State Supreme Court upholds corporate tax
Published 11:34 pm Monday, September 22, 2008
MONTGOMERY – The Alabama Supreme Court’s decision in a corporate tax case has allowed the state to avoid the prospect of losing millions of dollars in revenue.
On Friday, the state’s highest court approved how the state collects some corporate taxes in a 9-0 ruling. VFJ Ventures Inc. had challenged the collection after state tax officials said the company must pay more than $1 million to the state.
The state Revenue Department has about 30 similar cases pending before an administrative law judge. The department’s tax policy administrator, Joe Garrett, said about $50 million in tax assessments are at dispute in those cases. Plus, if the state had lost the case, it could have also been facing $50 million to $100 million in tax refunds, Garrett said Monday.
“We’re very thankful for the unanimous decision by the Supreme Court,” state Revenue Commissioner Tim Russell said Monday.
VFJ spokesman Paul Mason said Monday the apparel company does not comment on litigation.
The company can ask the U.S. Supreme Court to review the Alabama case, but Mason would not say whether that will be done.
The Alabama Supreme Court’s decision upheld a state Court of Civil Appeals decision from February. The civil appeals court had reversed a ruling by Montgomery County Circuit Judge Tracy McCooey in favor of VFJ Ventures.
The ruling Friday upholds tax collections based on a law the Legislature passed in 2001 during the administration of former Gov. Don Siegelman. That law limited some corporate tax deductions for interest and royalty payments. It was passed during a special session called to find additional revenue to prevent cuts in the budgets for Alabama schools.
VFJ Ventures, previously known as Vanity Fair, challenged the law.
The law was designed to close what the Siegelman administration said was a loophole that let Alabama companies reduce their state income tax bills by paying interest or trademark royalties to sister or parent companies in states with no corporate income tax, such as Delaware.
The Alabama companies could deduct those interest or royalty payments from their taxable income, thereby lowering their Alabama tax bill, while their parent or sister companies earned the income from Alabama free of any state tax.
Critics said it was a way some companies could avoid paying Alabama taxes.
The law passed in 2001 required companies to add back as taxable income those interest and royalty payments.
One exception in the law says a company doesn’t have to add back the deductions if it proves such adjustments were unreasonable.
VFJ Ventures, which makes and markets jeans with the Lee and Wrangler brand names, filed suit, challenging the law and a 2003 claim by state auditors that it owed Alabama an extra $1.02 million in income taxes on its income from 2001.
McCooey ruled after a four-day trial that the 2001 law did not define “unreasonable.” She then ruled that the royalty payments made by VFJ to Wrangler and Lee represented “real and necessary costs of doing business in Alabama,” and that it was unreasonable for the state to deny them.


- _Requirement_:
Repeat, word for word, every line from the line holding "At what (x,y)" through the final line of the entries below. Skip all pictures.
******************************
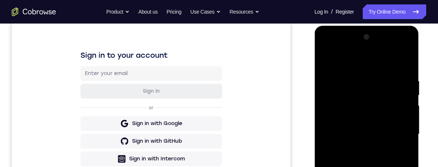  Describe the element at coordinates (139, 74) in the screenshot. I see `input: Enter your email` at that location.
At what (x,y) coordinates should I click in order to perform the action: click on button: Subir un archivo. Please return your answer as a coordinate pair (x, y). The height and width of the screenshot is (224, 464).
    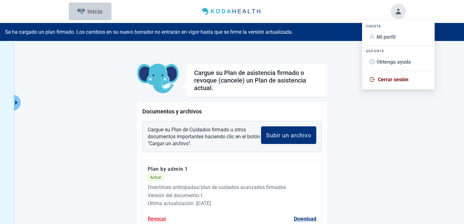
    Looking at the image, I should click on (289, 135).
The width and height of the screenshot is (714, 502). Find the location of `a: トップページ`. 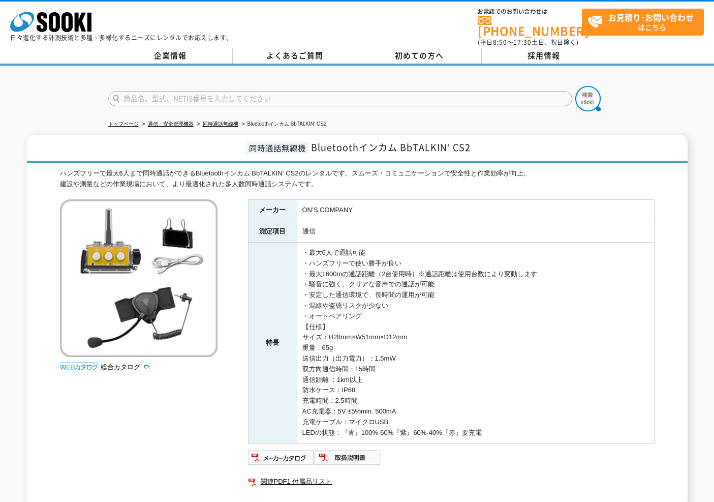

a: トップページ is located at coordinates (123, 123).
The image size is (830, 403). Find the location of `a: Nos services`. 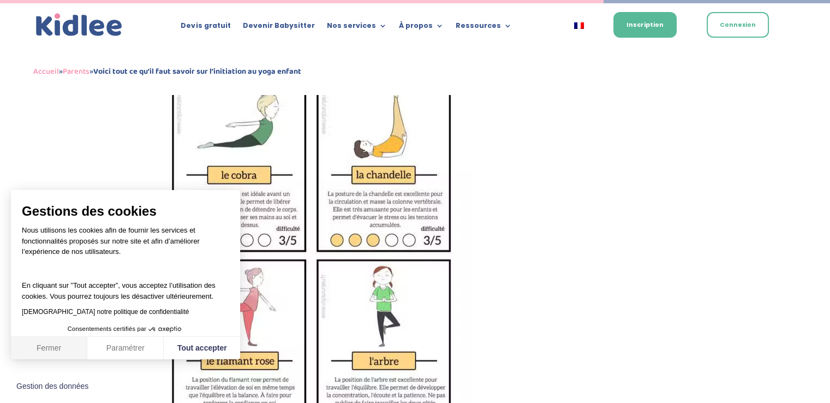

a: Nos services is located at coordinates (357, 28).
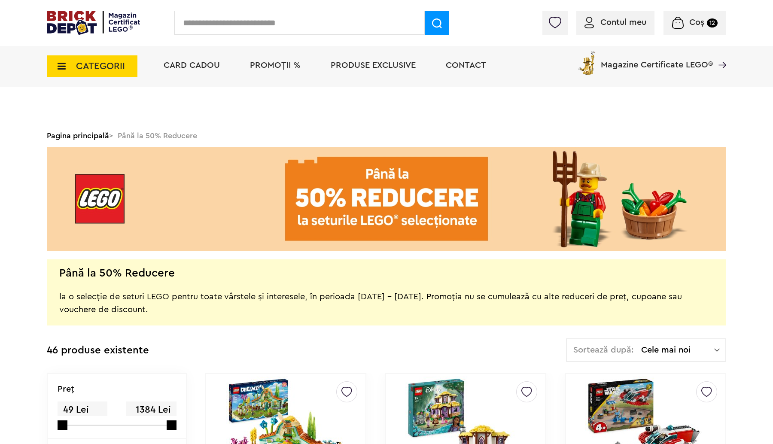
******************************
- _Output for this task_:
At what (x,y) coordinates should I click in order to perform the action: click on button: Subir un archivo. Please return your answer as a coordinate pair (x, y). The height and width of the screenshot is (224, 464).
    Looking at the image, I should click on (289, 135).
The width and height of the screenshot is (714, 502). Find the location of `a: トップページ`. 

a: トップページ is located at coordinates (123, 123).
The image size is (830, 403). Find the location of `a: Nos services`. 

a: Nos services is located at coordinates (357, 28).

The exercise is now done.